### Collected data entries:
※ ※ ※

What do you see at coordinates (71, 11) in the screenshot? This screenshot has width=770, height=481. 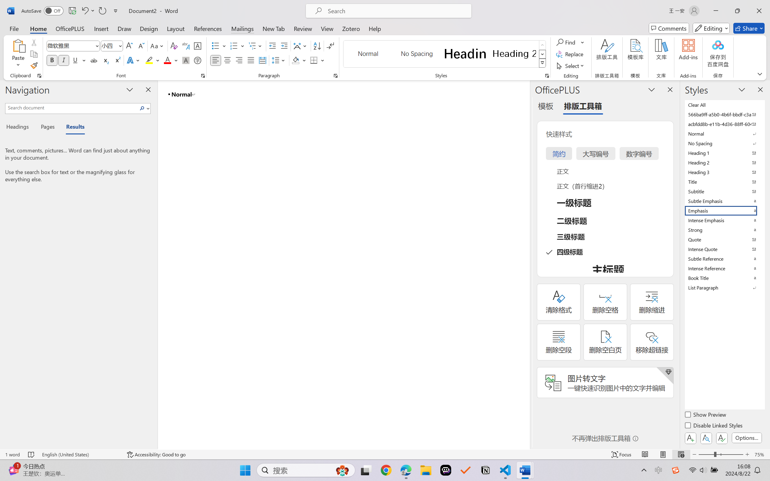 I see `Quick Access Toolbar` at bounding box center [71, 11].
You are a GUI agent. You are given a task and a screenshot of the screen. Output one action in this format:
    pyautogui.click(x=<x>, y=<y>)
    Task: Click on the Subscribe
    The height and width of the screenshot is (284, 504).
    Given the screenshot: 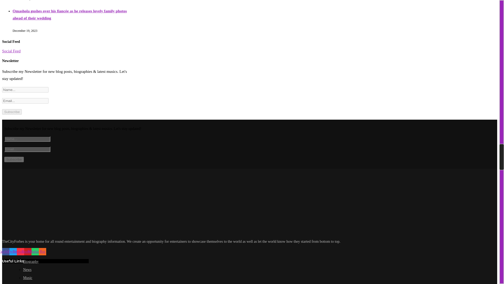 What is the action you would take?
    pyautogui.click(x=14, y=159)
    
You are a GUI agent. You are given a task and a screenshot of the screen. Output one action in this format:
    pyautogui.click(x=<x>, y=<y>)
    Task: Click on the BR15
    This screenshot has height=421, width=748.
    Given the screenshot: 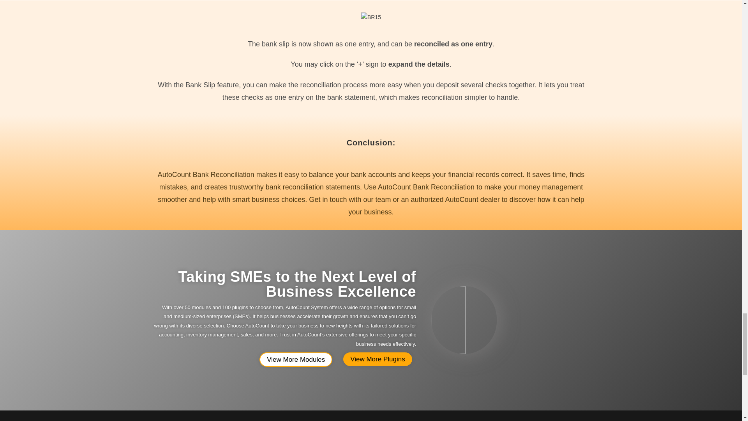 What is the action you would take?
    pyautogui.click(x=371, y=17)
    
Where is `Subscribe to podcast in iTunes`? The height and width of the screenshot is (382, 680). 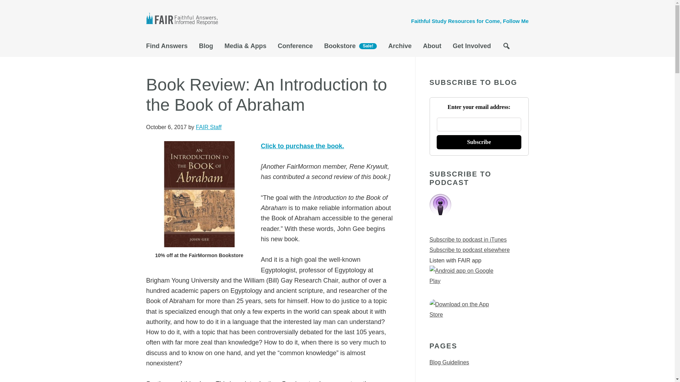 Subscribe to podcast in iTunes is located at coordinates (467, 239).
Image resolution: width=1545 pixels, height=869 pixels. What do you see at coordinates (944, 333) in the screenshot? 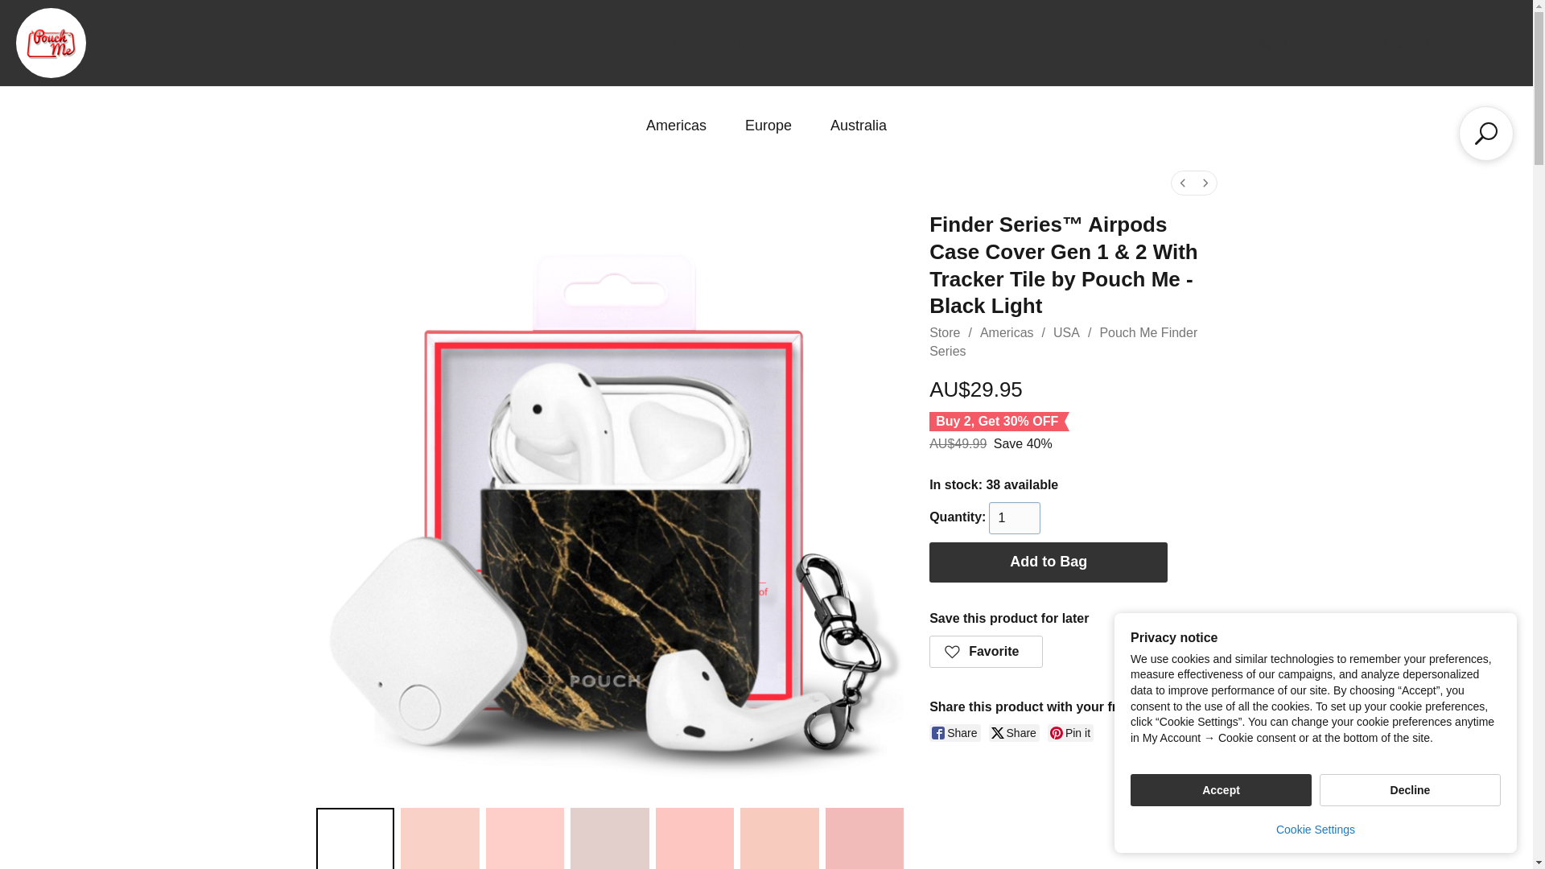
I see `Store` at bounding box center [944, 333].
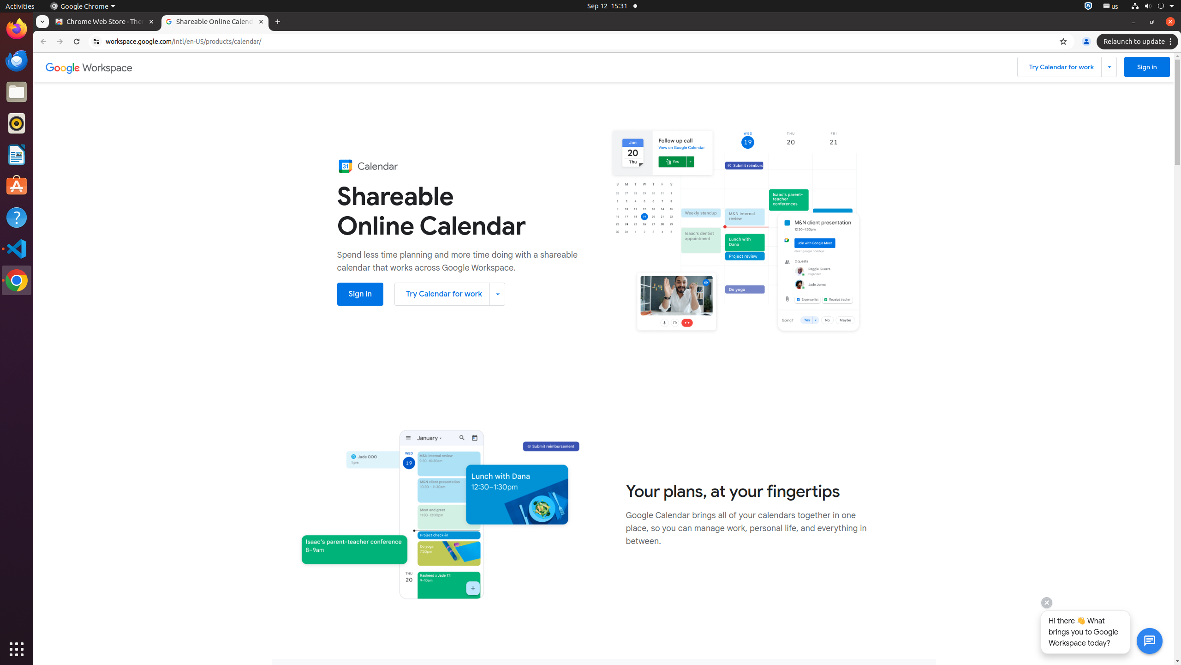 The height and width of the screenshot is (665, 1181). Describe the element at coordinates (17, 60) in the screenshot. I see `Thunderbird Mail` at that location.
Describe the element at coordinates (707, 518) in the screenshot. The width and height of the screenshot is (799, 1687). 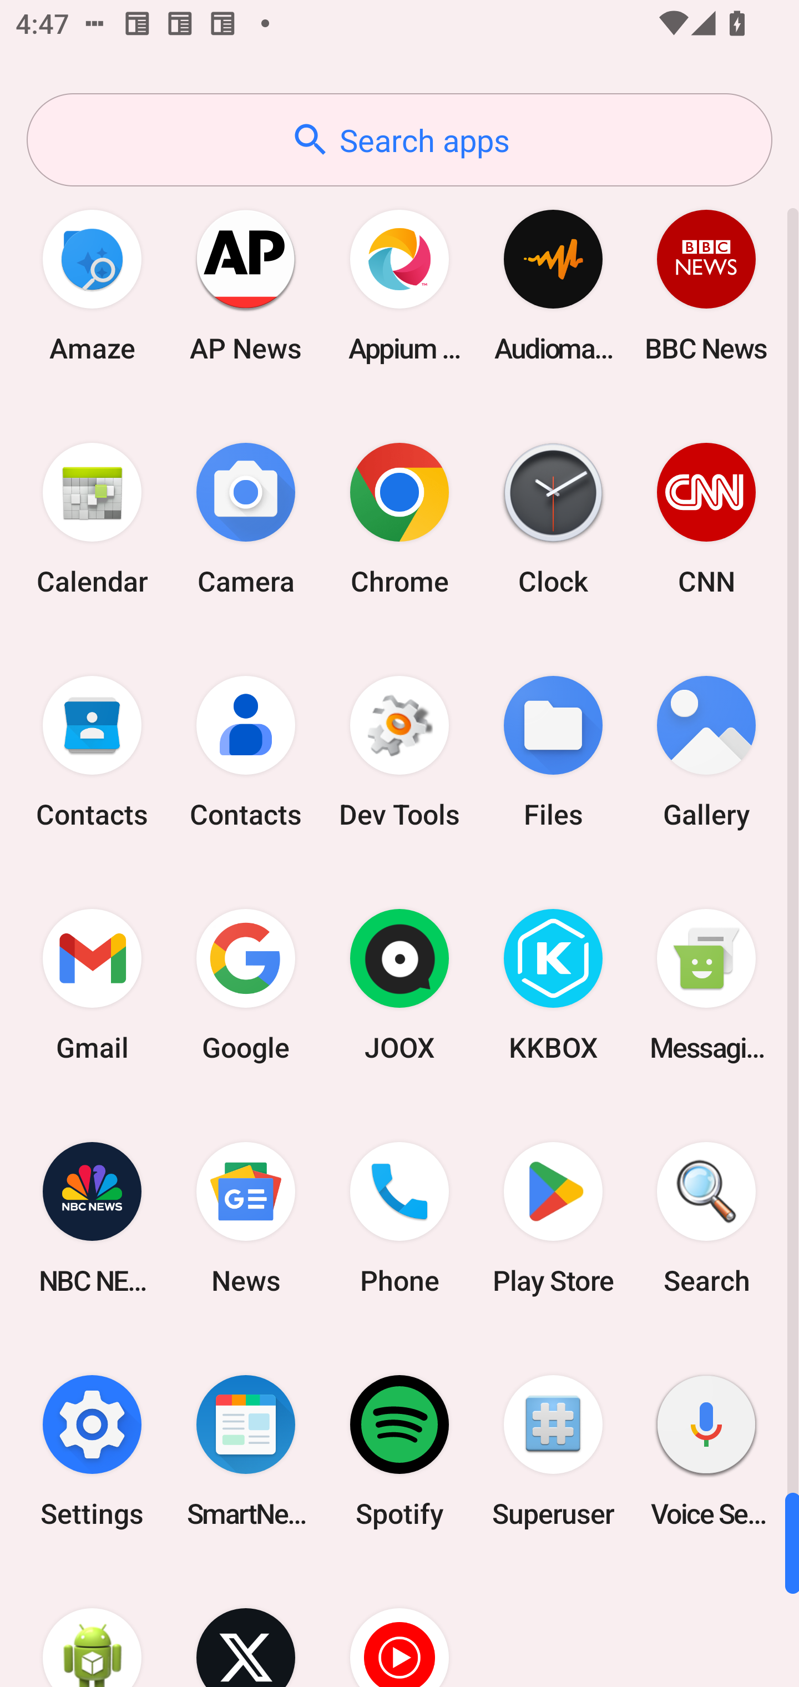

※ ※ ※

### GOAL OF THE EXERCISE:
Print the lines from the one holding "Image resolution: width=1545" through the last line of the records, word for word, and omit the pictures.

### SOLUTION FOR THIS TASK:
Image resolution: width=1545 pixels, height=869 pixels. What do you see at coordinates (944, 333) in the screenshot? 
I see `Store` at bounding box center [944, 333].
 The height and width of the screenshot is (665, 1181). Describe the element at coordinates (17, 60) in the screenshot. I see `Thunderbird Mail` at that location.
Describe the element at coordinates (707, 518) in the screenshot. The width and height of the screenshot is (799, 1687). 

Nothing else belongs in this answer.